Now that the crowds no longer gather for Soleimani, the Iranian regime will revert back to the only style of governing it knows

Howard Leedham

These advances aside, it is likely that a typical regime response to civil unrest will continue to demonstrate that the Iranian people are justified in being scared of their government and not the other way around. Ironically, this demonstrates in practice the famous quote: “When government fears the people, there is liberty. When the people fear the government, there is tyranny.”

Even given the death of Soleimani, the sense from the outside looking in is that the average Iranian citizen continues to crave liberty. So, while the government now ponders a revenge from which its people would almost certainly suffer increased domestic hardship, the clock ticks and, minute by minute, technology advances and the supreme leader gets older and less in touch with his youthful and intelligent population.

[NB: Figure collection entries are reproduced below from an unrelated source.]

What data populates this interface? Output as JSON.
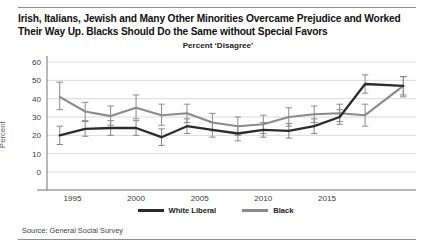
{
  "title": "Irish, Italians, Jewish and Many Other Minorities Overcame Prejudice and Worked Their Way Up. Blacks Should Do the Same without Special Favors",
  "subtitle": "Percent ‘Disagree’",
  "source": "Source: General Social Survey",
  "colors": {
    "white_liberal": "#2b2b2b",
    "black_series": "#8a8a8a",
    "gridline": "#d9d9d9",
    "axis": "#8a8a8a",
    "errorbar": "#8a8a8a"
  },
  "legend": {
    "position": "bottom-center",
    "items": [
      {
        "label": "White Liberal",
        "color": "#2b2b2b"
      },
      {
        "label": "Black",
        "color": "#8a8a8a"
      }
    ]
  },
  "chart_data": {
    "type": "line",
    "title": "Irish, Italians, Jewish and Many Other Minorities Overcame Prejudice and Worked Their Way Up. Blacks Should Do the Same without Special Favors",
    "subtitle": "Percent ‘Disagree’",
    "xlabel": "",
    "ylabel": "Percent",
    "ylim": [
      0,
      60
    ],
    "yticks": [
      0,
      10,
      20,
      30,
      40,
      50,
      60
    ],
    "xlim": [
      1993,
      2022
    ],
    "xticks": [
      1995,
      2000,
      2005,
      2010,
      2015
    ],
    "grid": true,
    "x": [
      1994,
      1996,
      1998,
      2000,
      2002,
      2004,
      2006,
      2008,
      2010,
      2012,
      2014,
      2016,
      2018,
      2021
    ],
    "series": [
      {
        "name": "White Liberal",
        "color": "#2b2b2b",
        "values": [
          20,
          23.5,
          24,
          24,
          19,
          25,
          23,
          21,
          23,
          22.5,
          25,
          30,
          48,
          47
        ],
        "err_low": [
          15,
          19.5,
          20,
          20,
          14.5,
          21,
          19,
          17,
          19,
          18.5,
          21,
          26,
          43,
          42
        ],
        "err_high": [
          25,
          27.5,
          28,
          28,
          23.5,
          29,
          27,
          25,
          27,
          26.5,
          29,
          34,
          53,
          52
        ]
      },
      {
        "name": "Black",
        "color": "#8a8a8a",
        "values": [
          41,
          33,
          30.5,
          35,
          31,
          32,
          27,
          25,
          26,
          30,
          31.5,
          32,
          31,
          47
        ],
        "err_low": [
          34,
          28,
          25.5,
          29,
          25.5,
          27,
          22.5,
          20,
          21,
          25,
          27,
          27.5,
          25,
          41
        ],
        "err_high": [
          49,
          38,
          36,
          42,
          37,
          37,
          32,
          30,
          31,
          35,
          36,
          37,
          37,
          52
        ]
      }
    ]
  }
}
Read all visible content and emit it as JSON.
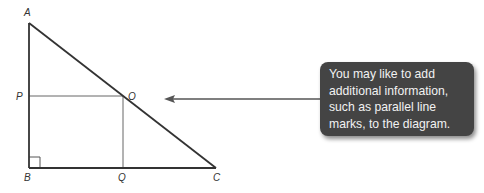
{
  "diagram": {
    "points": {
      "A": {
        "label": "A",
        "x": 29,
        "y": 23
      },
      "B": {
        "label": "B",
        "x": 29,
        "y": 168
      },
      "C": {
        "label": "C",
        "x": 216,
        "y": 168
      },
      "P": {
        "label": "P",
        "x": 29,
        "y": 96
      },
      "O": {
        "label": "O",
        "x": 123,
        "y": 96
      },
      "Q": {
        "label": "Q",
        "x": 123,
        "y": 168
      }
    },
    "right_angle_at": "B",
    "colors": {
      "triangle": "#333333",
      "construction": "#666666",
      "arrow": "#555555",
      "callout_bg": "#444444",
      "callout_text": "#f2f2f2"
    }
  },
  "callout": {
    "lines": [
      "You may like to add",
      "additional information,",
      "such as parallel line",
      "marks, to the diagram."
    ]
  }
}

All but the few who derive power from regional instability hope for an end to the skullduggery, attacks, piracy, antagonism and now revenge that are generated from within the Iranian regime. The certainties of the next decade will, at several junctures, provide opportunities for the emergence of an open and amicable Iran to rejoin the international community. Soleimani’s death, whichever way it is viewed, should not distract from this.

The people of Iran are guaranteed pivotal change by mortality and due process at home and abroad. To that end, the majority of Iranians must be urged to opt for the “high road” and to concentrate on their own house, alongside the technological certainties that will bring them opportunity.

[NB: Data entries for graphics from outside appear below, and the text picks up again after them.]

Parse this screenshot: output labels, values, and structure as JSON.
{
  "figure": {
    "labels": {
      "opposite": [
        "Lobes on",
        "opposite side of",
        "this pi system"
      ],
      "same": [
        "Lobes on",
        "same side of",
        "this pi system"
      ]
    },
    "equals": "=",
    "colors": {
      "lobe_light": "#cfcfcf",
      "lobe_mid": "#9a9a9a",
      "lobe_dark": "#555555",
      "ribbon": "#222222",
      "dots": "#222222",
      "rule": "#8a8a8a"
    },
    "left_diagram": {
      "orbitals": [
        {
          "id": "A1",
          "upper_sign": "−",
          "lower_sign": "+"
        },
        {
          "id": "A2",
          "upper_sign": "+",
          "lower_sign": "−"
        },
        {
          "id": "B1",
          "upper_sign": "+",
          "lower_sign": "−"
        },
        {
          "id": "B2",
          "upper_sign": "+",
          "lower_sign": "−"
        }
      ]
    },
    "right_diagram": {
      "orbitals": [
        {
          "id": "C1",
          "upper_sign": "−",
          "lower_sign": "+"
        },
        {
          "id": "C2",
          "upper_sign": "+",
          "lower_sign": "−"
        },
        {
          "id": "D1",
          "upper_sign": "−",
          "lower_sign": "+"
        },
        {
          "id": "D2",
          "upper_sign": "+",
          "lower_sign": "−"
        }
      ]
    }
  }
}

I would rather not think of a potential “Persian Revenge,” from which there will evolve no winners, but rather a “Persian Spring” that, under an envelope of uninterrupted public communication, brings about an opportunity for a U-turn. This would enable Iran to rejoin the international community, ending a 40-year theocracy experiment that has disrupted and isolated the country, caused distrust and conflict in the region and forced millions of Iranians to live in the diaspora. Progressive Iranians know only too well that the only way to go forward is to make change happen, and revenge won’t do that — it would simply create more misery, more discontent.

These coming months will be crucial, but the decade even more so, not least because there will be a realization on all sides that it offers pivotal change and an opportunity for Iran and its people. So, instead of digging two graves, I for one hope they grasp the certainties the 2020s can offer and dig none.